Correspondence of the Oregon Superintendency
1844
Southern Oregon-related correspondence with the Oregon Superintendency for Indian Affairs.
   

Click here for Superintendency correspondence 1844-1900.


    I saw and had an interview with the Indian in June following & settled all differences to appearance satisfactorily & but four months subsequently having occasioned the authorities constituted among the Indians to flog one of his connections for violently entering the house of the Rev. H. R. Perkins, seizing his person and attempting to tie with a view to flog him, he took fire afresh and in November last came with a slave to my house with the avowed object of shooting me down at once, but finding me absent after a close search in every part of my house, he commenced smashing the windows, lights, sash and all, from my house and office with the breech of his gun, and it is but just to say he did his work most effectually, not leaving a sound window in either. He next started hotly in pursuit of my steward, who was most actively retreating, but soon overtaken, and seized by the shoulder, but his garment giving way saved the frightened young man from further violence. I returned late in the evening, this having occurred at 3 p.m., when the villains were too far away to be overtaken, though I pursued them with the best men of the colony during the whole night and as long after as we could trace them.
    This was regarded a great outrage and created a strong sensation throughout the community, especially as none knew where to trace it until within a few weeks past.

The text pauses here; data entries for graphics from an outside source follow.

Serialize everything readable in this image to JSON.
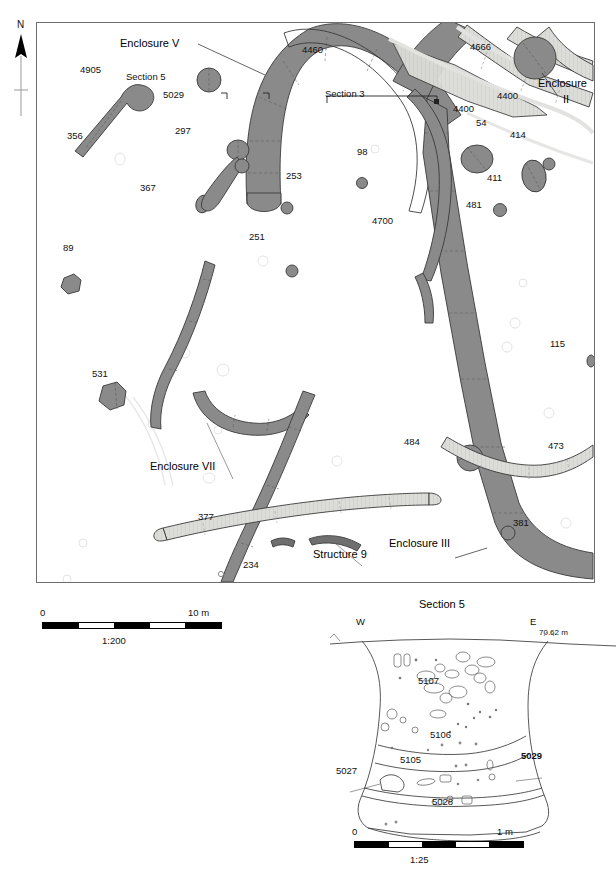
{
  "figure": {
    "north_label": "N",
    "map_scale_label": "1:200",
    "map_scale_zero": "0",
    "map_scale_max": "10 m",
    "section_title": "Section 5",
    "section_scale_label": "1:25",
    "section_scale_zero": "0",
    "section_scale_max": "1 m",
    "section_west": "W",
    "section_east": "E",
    "section_datum": "70.62 m"
  },
  "colors": {
    "ditch_dark": "#8a8a8a",
    "ditch_light": "#d6d6d2",
    "outline": "#3a3a3a",
    "frame": "#6d6d6d",
    "ghost": "#ececec"
  },
  "map_labels": [
    {
      "text": "Enclosure V",
      "x": 120,
      "y": 38,
      "size": "big"
    },
    {
      "text": "Section 5",
      "x": 126,
      "y": 72,
      "size": "norm"
    },
    {
      "text": "5029",
      "x": 163,
      "y": 90,
      "size": "norm"
    },
    {
      "text": "4905",
      "x": 80,
      "y": 65,
      "size": "norm"
    },
    {
      "text": "356",
      "x": 67,
      "y": 131,
      "size": "norm"
    },
    {
      "text": "297",
      "x": 175,
      "y": 126,
      "size": "norm"
    },
    {
      "text": "367",
      "x": 140,
      "y": 183,
      "size": "norm"
    },
    {
      "text": "4460",
      "x": 302,
      "y": 45,
      "size": "norm"
    },
    {
      "text": "Section 3",
      "x": 325,
      "y": 89,
      "size": "norm"
    },
    {
      "text": "4666",
      "x": 470,
      "y": 42,
      "size": "norm"
    },
    {
      "text": "Enclosure",
      "x": 538,
      "y": 78,
      "size": "big"
    },
    {
      "text": "II",
      "x": 563,
      "y": 94,
      "size": "big"
    },
    {
      "text": "4400",
      "x": 497,
      "y": 91,
      "size": "norm"
    },
    {
      "text": "4400",
      "x": 453,
      "y": 104,
      "size": "norm"
    },
    {
      "text": "54",
      "x": 476,
      "y": 118,
      "size": "norm"
    },
    {
      "text": "414",
      "x": 510,
      "y": 130,
      "size": "norm"
    },
    {
      "text": "411",
      "x": 487,
      "y": 173,
      "size": "norm"
    },
    {
      "text": "481",
      "x": 466,
      "y": 200,
      "size": "norm"
    },
    {
      "text": "98",
      "x": 357,
      "y": 147,
      "size": "norm"
    },
    {
      "text": "253",
      "x": 286,
      "y": 171,
      "size": "norm"
    },
    {
      "text": "4700",
      "x": 372,
      "y": 216,
      "size": "norm"
    },
    {
      "text": "251",
      "x": 249,
      "y": 232,
      "size": "norm"
    },
    {
      "text": "89",
      "x": 63,
      "y": 243,
      "size": "norm"
    },
    {
      "text": "115",
      "x": 550,
      "y": 339,
      "size": "norm"
    },
    {
      "text": "531",
      "x": 92,
      "y": 369,
      "size": "norm"
    },
    {
      "text": "484",
      "x": 404,
      "y": 437,
      "size": "norm"
    },
    {
      "text": "473",
      "x": 548,
      "y": 441,
      "size": "norm"
    },
    {
      "text": "Enclosure VII",
      "x": 150,
      "y": 461,
      "size": "big"
    },
    {
      "text": "377",
      "x": 198,
      "y": 512,
      "size": "norm"
    },
    {
      "text": "381",
      "x": 513,
      "y": 518,
      "size": "norm"
    },
    {
      "text": "Structure 9",
      "x": 313,
      "y": 549,
      "size": "big"
    },
    {
      "text": "Enclosure III",
      "x": 389,
      "y": 538,
      "size": "big"
    },
    {
      "text": "234",
      "x": 243,
      "y": 560,
      "size": "norm"
    }
  ],
  "section_labels": [
    {
      "text": "5107",
      "x": 418,
      "y": 676,
      "size": "norm",
      "bold": false
    },
    {
      "text": "5106",
      "x": 430,
      "y": 730,
      "size": "norm",
      "bold": false
    },
    {
      "text": "5105",
      "x": 400,
      "y": 755,
      "size": "norm",
      "bold": false
    },
    {
      "text": "5029",
      "x": 521,
      "y": 751,
      "size": "norm",
      "bold": true
    },
    {
      "text": "5027",
      "x": 336,
      "y": 766,
      "size": "norm",
      "bold": false
    },
    {
      "text": "5028",
      "x": 432,
      "y": 797,
      "size": "norm",
      "bold": false
    }
  ]
}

    Some four weeks subsequently fifteen Indians came in open day, riding into the neighborhood, painted & well armed. I was the first with one exception that observed them and learned they were Molallas and Klamaths and felt confident they were on an errand of mischief, being well informed of their marauding and desperate habits and this quite out of their province, the proper homes of the Klamaths being at least 300 miles to the south and the Molallas, with whom they intermarry, having their lodges in the Cascade Mountains a distance of from 40 to 80 miles.
Elijah White, report of April 3, 1844 to Thomas Hartley Crawford, Commissioner of Indian Affairs, NARA M234 Letters Received by the Office of Indian Affairs, Reel 607, frames 154-155. A copy of the passage (in a clearer hand) begins on frame 262.